To-night, my friend, within this humble cot
Be the dead load of mortal ills forgot!

1820.

1836.

Renewing, when the rosy summits glow

At morn, our various journey, sad and slow.

1820.

With lighter heart

1827.

position, or the rest would have been unintelligible. The whole was written before the close of the year 1794, and I will detail, rather as a matter of literary biography than for any other reason, the circumstances under which it was produced.

During the latter part of the summer of 1793, having passed a month in the Isle of Wight, in view of the fleet which was then preparing for sea off Portsmouth at the commencement of the war, I left the place with melancholy forebodings. The American war was still fresh in memory. The struggle which was beginning, and which many thought would be brought to a speedy close by the irresistible arms of Great Britain being added to those of the allies, I was assured in my own mind would be of long continuance, and productive of distress and misery beyond all possible calculation. This conviction was pressed upon me by having been a witness, during a long residence in revolutionary France, of the spirit which prevailed in that country. After leaving the Isle of Wight, I spent two days in wandering on foot over Salisbury Plain, which, though cultivation was then widely spread through parts of it, had upon the whole a still more impressive appearance than it now retains.

The monuments and traces of antiquity, scattered in abundance over that region, led me unavoidably to compare what we know or guess of those remote times with certain aspects of modern society, and with calamities, principally those consequent upon war, to which, more than other classes of men, the poor are subject. In those reflections, joined with particular facts that had come to my knowledge, the following stanzas originated.

In conclusion, to obviate some distraction in the minds of those who are well acquainted with Salisbury Plain, it may be proper to say, that of the features described as belonging to it, one or two are taken from other desolate parts of England.

[Unwilling to be unnecessarily particular, I have assigned this poem to the dates 1793 and '94; but, in fact, much of the Female Vagrant's story was composed at least two years before. All that relates to her sufferings as a soldier's wife in America, and her condition of mind during her voyage home, were faithfully taken from the report made to me of her own case by a friend who had been subjected to the same trials, and affected in the same way. Mr Coleridge, when I first became acquainted with him, was so much impressed with this poem, that it would have encouraged me to publish the whole as it then stood; but the mariner's fate appeared to me so tragical, as to require a treatment more subdued, and yet more strictly applicable in expression, than I had at first given to it. This fault was corrected nearly sixty years afterwards, when I determined to publish the whole.

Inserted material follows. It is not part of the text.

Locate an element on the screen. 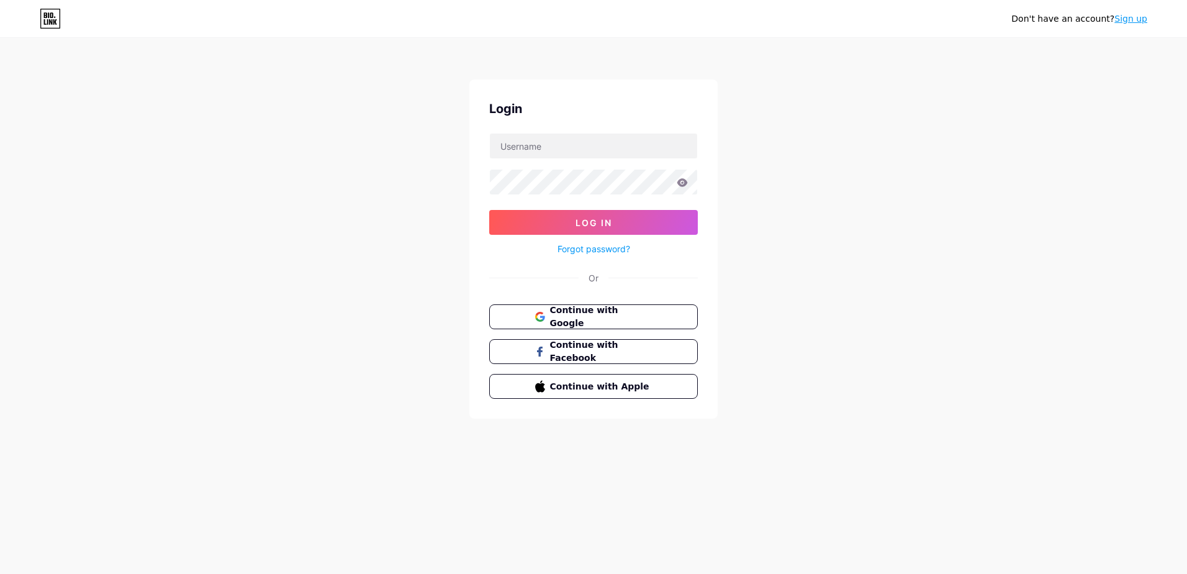  span: Continue with Facebook is located at coordinates (601, 352).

It may be worth while to remark, that, though the incidents of this attempt do only in a small degree produce each other, and it deviates accordingly from the general rule

by which narrative pieces ought to be governed, it is not, therefore, wanting in continuous hold upon the mind, or in unity, which is effected by the identity of moral interest that places the two personages upon the same footing in the reader's sympathies. My ramble over many parts of Salisbury Plain put me, as mentioned in the preface, upon writing this poem, and left upon my mind imaginative impressions, the force of which I have felt to this day. From that district I proceeded to Bath, Bristol, and so on to the banks of the Wye; where I took again to travelling on foot. In remembrance of that part of my journey, which was in '93, I began the verses,-" Five years have passed," &c.]

The foregoing is the Fenwick note to "Guilt and Sorrow." The note to "the Female Vagrant,"-which was the title under which onethird of the longer poem appeared in all the editions prior to 1842 --is as follows,

[I find the date of this is placed in 1792, in contradiction, by mistake, to what I have asserted in "Guilt and Sorrow." The correct date is 1793-4. The chief incidents of it, more particularly her description of her feelings on the Atlantic, are taken from life.]

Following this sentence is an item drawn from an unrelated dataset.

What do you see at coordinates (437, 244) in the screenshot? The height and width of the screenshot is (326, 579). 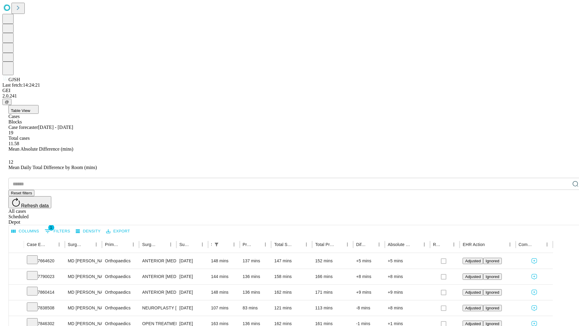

Stanzas I. to XXII., XXXV. to XXXVII., and LI. to LXXIV. occur only in the edition of 1845, and subsequent ones. -ED.

I.

A TRAVELLER on the skirt of Sarum's Plain
Pursued his vagrant way, with feet half bare;
Stooping his gait, but not as if to gain

Help from the staff he bore; for mien and air

Were hardy, though his cheek seemed worn with care
Both of the time to come, and time long fled:

Down fell in straggling locks his thin grey hair;
A coat he wore of military red,

But faded, and stuck o'er with many a patch and shred.

II.

While thus he journeyed, step by step led on,
He saw and passed a stately inn, full sure
That welcome in such house for him was none.

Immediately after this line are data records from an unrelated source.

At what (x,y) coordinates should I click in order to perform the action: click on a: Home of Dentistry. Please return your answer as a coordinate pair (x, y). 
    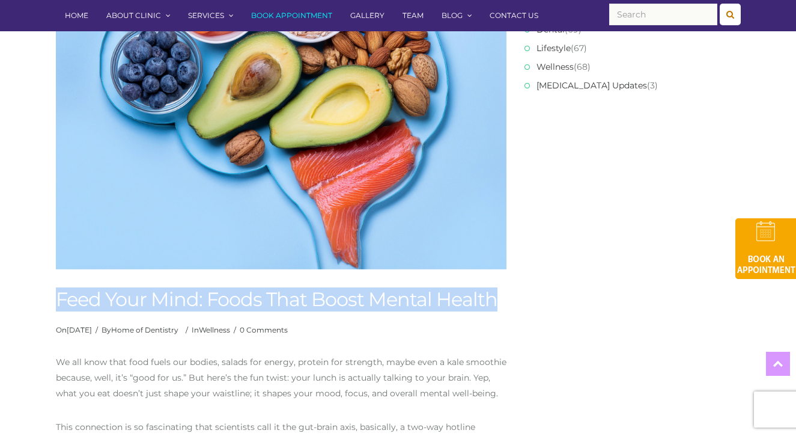
    Looking at the image, I should click on (145, 329).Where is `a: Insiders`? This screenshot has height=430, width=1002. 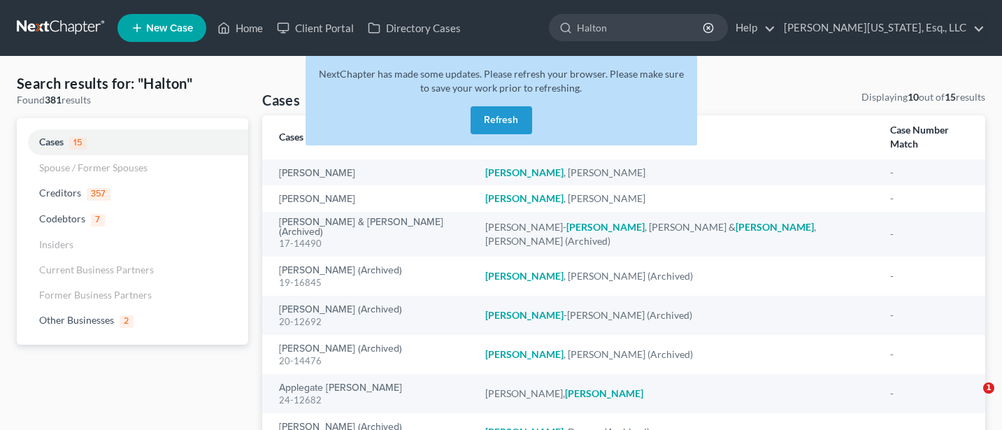 a: Insiders is located at coordinates (132, 245).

No board inscribed the needy to allure

Hung there, no bush proclaimed to old and poor
And desolate, "Here you will find a friend!"
The pendent grapes glittered above the door;-
On he must pace, perchance till night descend,
Where'er the dreary roads their bare white lines extend.

III.

The gathering clouds grew red with stormy fire,
In streaks diverging wide and mounting high;
That inn he long had passed; the distant spire,
Which oft as he looked back had fixed his eye,
Was lost, though still he looked, in the blank sky.
Perplexed and comfortless he gazed around,

And scarce could any trace of man descry,

Save cornfields stretched, and stretching without bound; But where the sower dwelt was nowhere to be found.

IV.

No tree was there, no meadow's pleasant green

No brook to wet his lip or soothe his ear;

Long files of corn-stalks here and there were seen,

But not one dwelling-place his heart to cheer.

Some labourer, thought he, may perchance be near;
And so he sent a feeble shout-in vain;

No voice made answer, he could only hear

Winds rustling over plots of unripe grain,

Or whistling thro' thin grass along the unfurrowed plain.

V.

Long had he fancied each successive slope
Concealed some cottage, whither he might turn
And rest; but now along heaven's darkening cope
The crows rushed by in eddies, homeward borne.